Jesus Christ. Jesus of Nazareth. I had never really
understood him, never known the intricate details of his life. But how I learned those details now. How astonishing a man he truly was. There were so many sides to his personality. So many facets to his life. There were his teachings and ministry. His miracles and healings. There were the parables and prophecies and all his travels across the ancient world. There was the Jesus in the text whom the whole world thought it knew, and the stereotypical images of him as well. But it was the Jesus underneath the text I began to discover, a Jesus I never would have encountered had I not climbed aboard and clung to this inner tube.

Glimpses into his personality. Insights into the shifting shades of his character. A peek into his temperament. Even his likes and dislikes. Such as his obvious love of water and a profound affinity to it. How many times had Jesus ministered seaside or healed by the water? How many times had Jesus even addressed the multitudes from a ship on the water? How many times did Jesus command a tumultuous sky and sea? Many. Numerous. Even his most famous miracle involved water and assuming control of it—walking on the water. Something nobody had ever done or would ever do again. Jesus not only conquered the waters, he derived comfort from it, solace.

An inner glance. A deep illumination. I felt I possessed that now. Like a true understanding of his compassion, a compassion so profound it made him seem more vulnerable than his human brethren.
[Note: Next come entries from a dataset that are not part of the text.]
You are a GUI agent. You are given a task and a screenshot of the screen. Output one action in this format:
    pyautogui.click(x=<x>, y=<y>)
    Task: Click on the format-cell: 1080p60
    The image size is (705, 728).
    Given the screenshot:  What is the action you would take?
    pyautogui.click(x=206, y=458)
If everyone expected the Son of God to show nothing less than compassion, his was far more than average. It sprang forth from some metaphysical inner source, some inner well that enabled him to understand human frailty in a way others could not; that allowed him to embrace weakness and forgive mistakes where others never would; and that easily allowed him to overlook flaws and failings where others refused. How many times had Jesus healed people or made them whole again simply because he took pity on them? Simply because he was moved to compassion by their faith?
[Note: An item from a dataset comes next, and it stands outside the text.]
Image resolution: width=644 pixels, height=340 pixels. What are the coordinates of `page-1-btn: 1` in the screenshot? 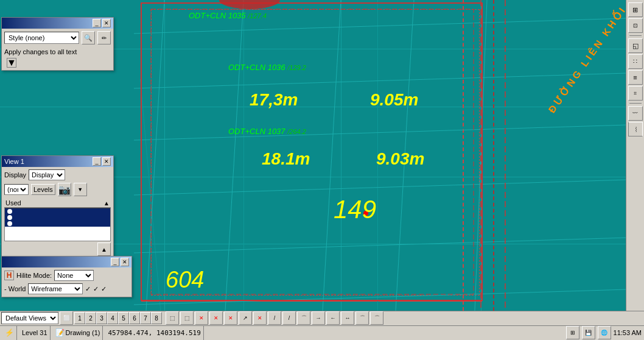 It's located at (80, 318).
There was the teacher in him too. How Jesus loved to
teach. He felt it his very calling to educate. How many times did he illustrate the mysteries of life and Heaven by the use of parables? Those rich and living analogies used to make comparisons between the earthly and the sublime. There was the healer in Jesus too. How many times did he cause the blind to see or enable the lame to walk only because they touched his garment and he felt their faith? Felt their belief. Whether he spit into clay and rubbed his hands into a stagnant pair of eyes, or someone in need simply asked and truly believed, his healing freed them of their chains. The abundance of his miracles ran the full gamut. Whether he was feeding the five thousand or feeding the seven thousand or turning water into wine or even raising the dead, Jesus managed it all. Not only was he the ultimate showstopper, but a one-man show.
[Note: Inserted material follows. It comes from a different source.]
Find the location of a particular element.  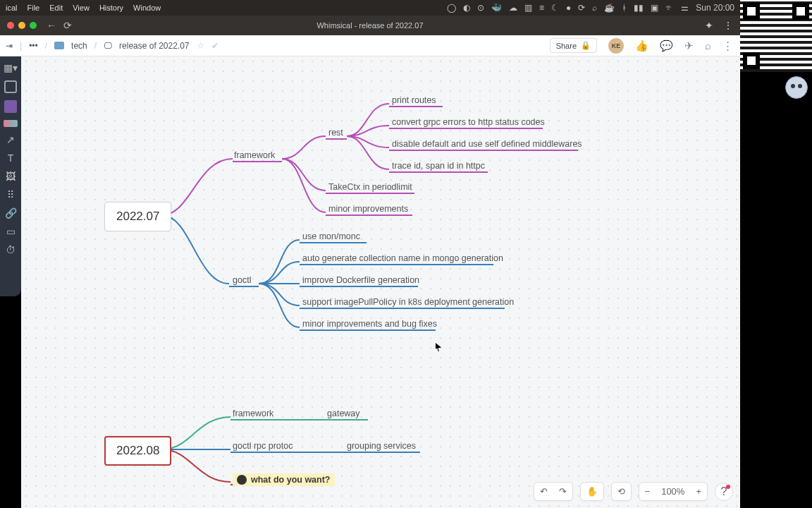

node-rest: rest is located at coordinates (336, 133).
On and on the miracles went. On and on his teachings went. On and on my travels progressed so that I lacked all sense of time. Still I kept reading. Still I kept searching. What did this have to do with me? Why was I being selected to have God’s next child? What in here indicated that God would be having another child, much less one born in Cuba? Nothing so far, nothing. So I kept reading and traveling and scouring through the scripture with a tireless and abundant energy. I was not the least bit fatigued. Not with the education I was getting. Not with the insight I was gaining. I couldn’t put that Bible down. I couldn’t release my grip from that inner tube—how it coasted and guided me along. And how ashamed I suddenly felt, embarrassed even, recalling what I had told the Angel Gabriel about never really believing in the…well…I couldn’t finish my thought. But I believed now. Truly I did. And for the first time since Rigo’s abandonment of me, I was finding peace and comfort. I knew this because a long stretch of time elapsed when I thought nothing of him. Rigo did not enter my mind or cross my thoughts as that inner critic in me swelled and sprang to life.